The process itself is unchanged, start to finish. The first call is still a paid strategy session, $4,750 in Bitcoin, Lightning, or USDT, or $5,000 by card, one hour directly with Adam Juchniewicz, CEO of 21 CBI, credited in full toward 21 CBI advisory services if retained within 90 days. It is not the program contribution. That $250 gap between the Bitcoin-native rails and the card price is not new; it is the same alignment logic that governs the seven-figure contribution, scaled down to a single phone call. Processing still runs six to eight weeks, fully remote, with due diligence of two to three weeks run jointly by the Bitcoin Office and the DGME (Dirección General de Migración y Extranjería, El Salvador's immigration authority). The program remains capped at 1,000 approvals a year, first-cleared-first-issued. The passport is still valid for six years and renewable, while the citizenship itself remains permanent and hereditary, and one in-country visit every five years still maintains the genuine link.
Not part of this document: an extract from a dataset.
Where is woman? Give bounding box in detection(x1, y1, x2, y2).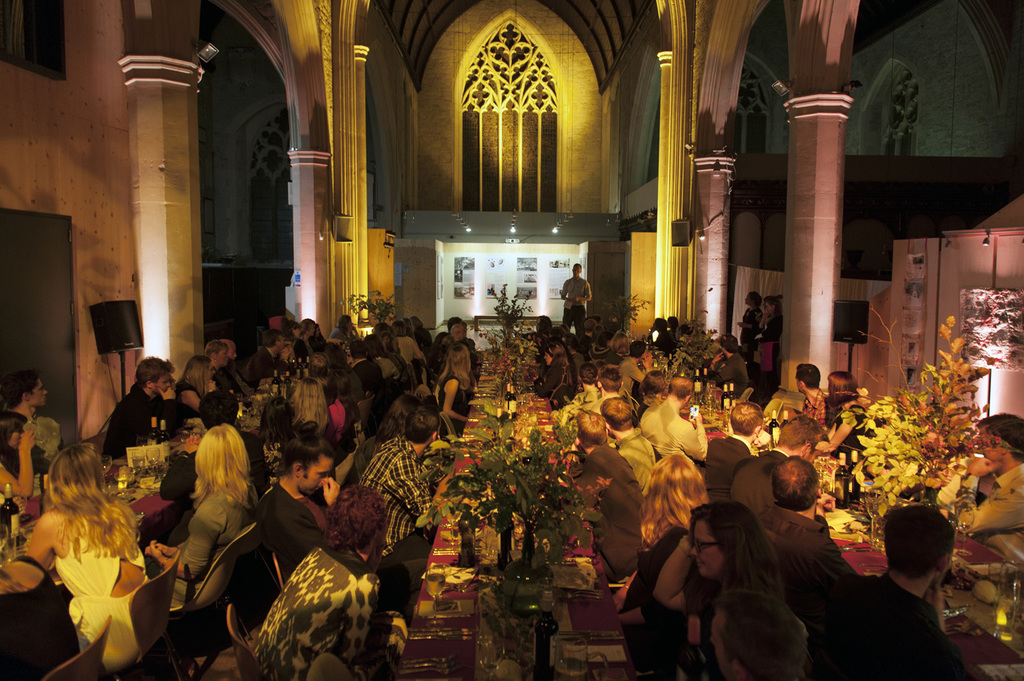
detection(251, 392, 302, 493).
The process page and the Freedom Passport page carry the full detail; nothing in either has needed a correction this cycle, which is itself the report.
The actual decision this piece asks you to make.
This entry does not ask you to decide anything you had not already been asked to decide. It asks you to make that decision on this month's numbers rather than launch-day numbers: a reserve that keeps growing at roughly the pace it always has, a mobility figure that checked out unchanged today, a fee structure and a licensed-agent credential that have not moved, and one adjacent statutory reform worth a lawyer's direct look before anyone assumes it does or does not apply to a naturalized citizen's file. If you have not run the three questions that decide fit, that page is still the fastest honest answer to whether this is worth your time at all. If you have, and the file is ready, the paid strategy session is still where the specifics of your own situation get checked against the current record rather than the record as it stood in December 2023, whether you arrived here directly or through 21 CBI's broader advisory work at 21cbi.io. Book the session when you are ready for that conversation, not before.
This is not tax or legal advice. Program terms, statutory interpretation, and tax treatment are specific to your citizenship, residency, and financial situation, including how a reform like the one described above might eventually be read against a naturalized citizen's file. Confirm your specific position with a qualified advisor before treating anything above as a final answer.